Thursday, February 16, 2012

It was a brilliant plan....



It was a brilliant plan, or so it seemed. They'd take out life insurance on the old drunk, and when he died; they'd be rich:

...One night in December 1932 they all gathered at the speakeasy to commence the killing of Michael Malloy.

To Malloy’s undisguised delight, Tony Marino granted him an open-ended tab, saying competition from other saloons had forced him to ease the rules. No sooner did Malloy down a shot than Marino refilled his glass. “Malloy had been a hard drinker all his life,” one witness said, “and he drank on and on.” He drank until Marino’s arm tired from holding the bottle. Remarkably, his breathing remained steady; his skin retained its normally ruddy tinge. Finally, he dragged a grungy sleeve across his mouth, thanked his host for the hospitality, and said he’d be back soon. Within 24 hours, he was.

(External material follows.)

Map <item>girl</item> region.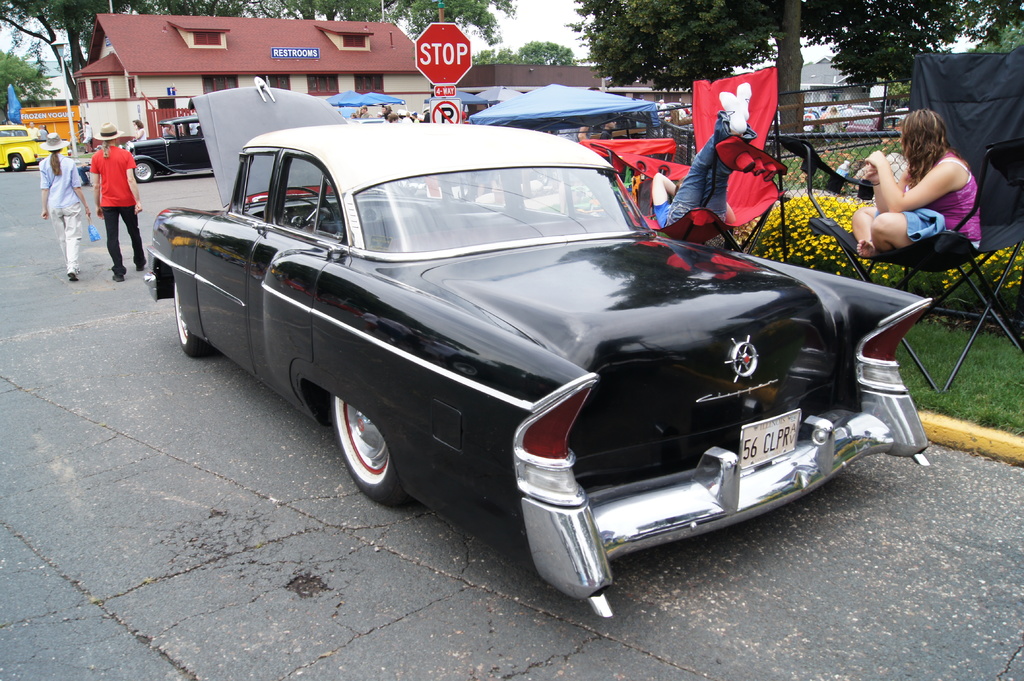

Malloy followed this pattern for three days, pausing only long enough to eat a complimentary sardine sandwich. Marino and his accomplices were at a loss. Maybe, they hoped, Malloy would choke on his own vomit or fall and slam his head. But on the fourth day Malloy stumbled into the bar. “Boy!” he exclaimed, nodding at Marino. “Ain’t I got a thirst?”

Tough Tony grew impatient, suggesting someone simply shoot Malloy in the head, but Murphy recommended a more subtle solution: exchanging Malloy’s whiskey and gin with shots of wood alcohol. Drinks containing just four percent wood alcohol could cause blindness, and by 1929 more than 50,000 people nationwide had died from the effects of impure alcohol. They would serve Malloy not shots tainted with wood alcohol, but wood alcohol straight up.

Marino thought it a brilliant plan, declaring he would “give [Malloy] all of the drink he wants…and let him drink himself to death.” Kriesberg allowed a rare display of enthusiasm. “Yeah,” he added, “feed ’im wood alcohol cocktails and see what happens.” Murphy bought a few ten-cent cans of wood alcohol at a nearby paint shop and carried them back in a brown paper bag. He served Malloy shots of cheap whiskey to get him “feeling good,” and then made the switch.

The gang watched, rapt, as Malloy downed several shots and kept asking for more, displaying no physical symptoms other than those typical of inebriation. “He didn’t know that what he was drinking was wood alcohol,” reported the New York Evening Post, “and what he didn’t know apparently didn’t hurt him. He drank all the wood alcohol he was given and came back for more.”

Night after night the scene repeated itself, with Malloy drinking shots of wood alcohol as fast as Murphy poured them...

And then it got difficult. Read the whole thing.